Straight stitches: running stitch, backstitch, stem stitch, satin stitch, fern stitch, seed stitch, long stitch, short stitch.

Crossed stitches: cross stitch, St George’s cross stitch, herringbone stitch.

Chained stitches: chain stitch, lazy-daisy stitch, wheatear stitch.

Looped stitches: feather stitch, buttonhole stitch, fly stitch.

Knotted stitches: French knots, bullion knots.

Couching: In couching, a long stitch is laid across the fabric and small stitches are worked over the top of the thread to fasten it in place. Traditionally, the long stitch is made with a thick or precious thread (metallic) and the small stitches worked with a thinner or standard thread but you can use the same thread for both.

CHAPTER ONE

Quilt Love

Antique and vintage patchwork quilts can be lovely displayed on a bed but many that I source to use are very worn, dirty, unfinished or not to my taste. I transform them by cutting them up and using pieces within my collage work, stitching into them, using them as a base for appliqué and deconstructing them to create new fabrics. Using old quilts has been at the heart of my practice for a very long time and I am as in love with quilts now as I was in 1977 when I first started to make my own. Over the years I have shared many pieces of patchwork and quilting with students, and I like to think I have encouraged them to appreciate the workmanship of the original quilt but then to change its use and place their own marks on to the surface. This chapter encourages you to do the same.

Detail from a scroll-style fabric book (see here).

About Quilts

There is some confusion as to the difference between a quilt and a coverlet so I think it is worth defining this more clearly. A quilt is a sandwich of three layers: fabric, wadding, fabric. The top and bottom cloth and wadding are held together with either stitches or tying. A quilt can be:

Wholecloth: the top fabric is one big piece of cloth.

Strippy: patchwork strips run down the length of the quilt. This type of quilt was common in the North East of England where I work.

Patchwork: little pieces of fabric sewn together to form a whole. Patchwork can be made using a single shape such as a hexagon or diamond repeated, or can be made in blocks, or assembled in a ‘crazy’ fashion. A frame quilt has a central design surrounded by a border, but is still patchwork.

A coverlet, on the other hand, is made of two layers with no wadding. It can still be patchwork and the front and back can still be sewn together with familiar quilting patterns. Coverlets are thinner so are much easier to embroider on to.

It is not easy to source antique quilts, but there are many people now selling small pieces online and these are suitable for experimenting with and having a go at projects similar to those I am going to describe. I use my quilts in a number of ways, depending on the overall colour, what sort of state they are in and how thick the wadding is.

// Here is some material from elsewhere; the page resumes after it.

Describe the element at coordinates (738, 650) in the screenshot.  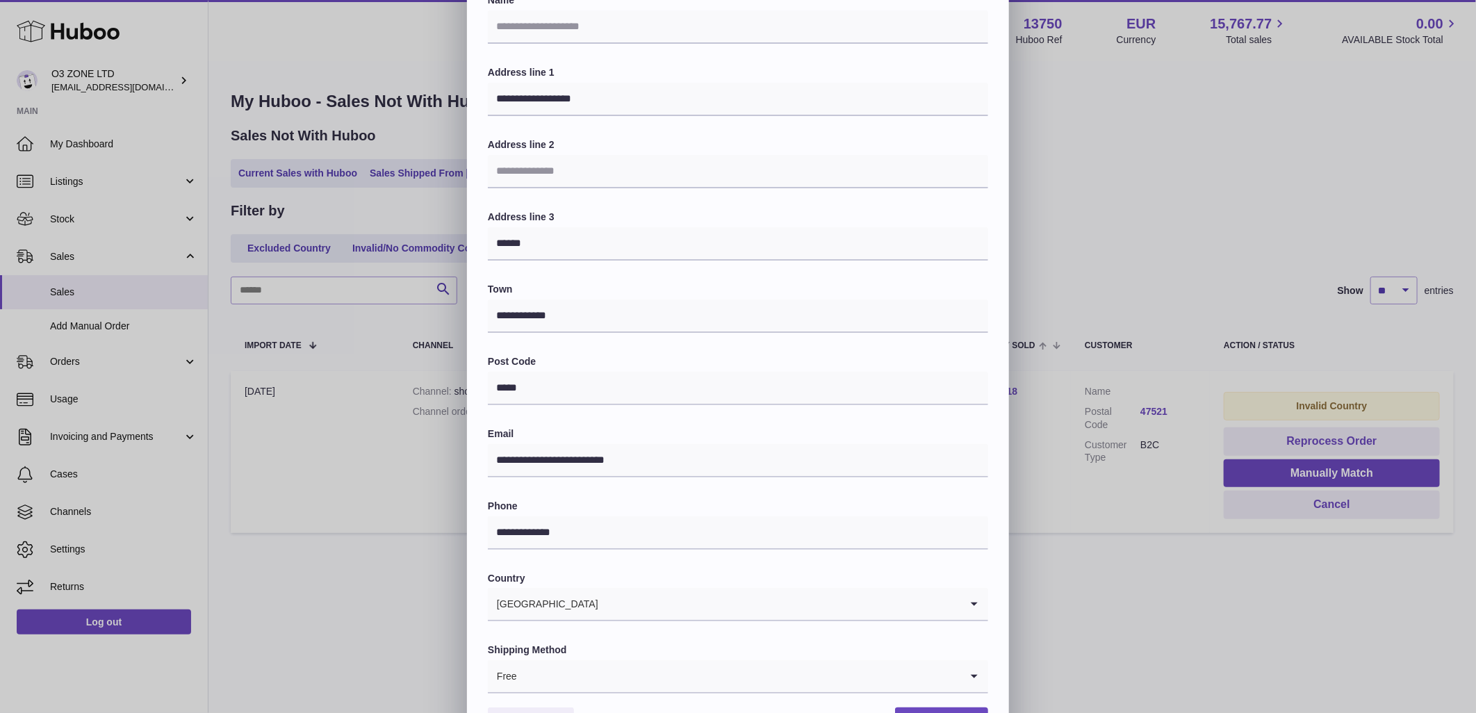
I see `label: Shipping Method` at that location.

• A piece of quilt can act as a foundation on which to build up a textile collage or appliqué.

• The quilt can be deconstructed through unpicking or cutting away printed fabrics for other uses. This is particularly helpful if you are using a quilt with a very thick wadding as that can be discarded and the patchwork top retained.

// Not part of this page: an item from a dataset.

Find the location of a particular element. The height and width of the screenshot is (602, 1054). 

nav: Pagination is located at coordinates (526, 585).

• A piece of quilt, and especially coverlets, are a great surface on which to embroider.

• Turn the quilt over. The back might be more interesting than the front.

• Quilts can be upcycled into other products such as bags, brooches, fabric books or cushions.

From left: tailors’ samples quilt, Durham wholecloth quilt, log-cabin quilt, strippy quilt and patchwork coverlet.

Quilts as a Base for Textile Collage

I demonstrated approaches to textile collage in my first book (Textile Collage, Batsford, 2016). It is perhaps enough just to remind you that collage is a word we associate with paper, meaning an assemblage of different elements usually glued to a background. Textile collage is about using a variety of fabrics and textures and applying them to a fabric background. In collaging with paper, text might play an important part and with textiles this could be translated into using perhaps pieces with print or embroidery on them to give surface interest against plainer fabrics. Like paper collage, edges can be torn or cut. In traditional collage the artist may add a further layer of marks through drawing or painting, and with my version, the marks are made with stitches.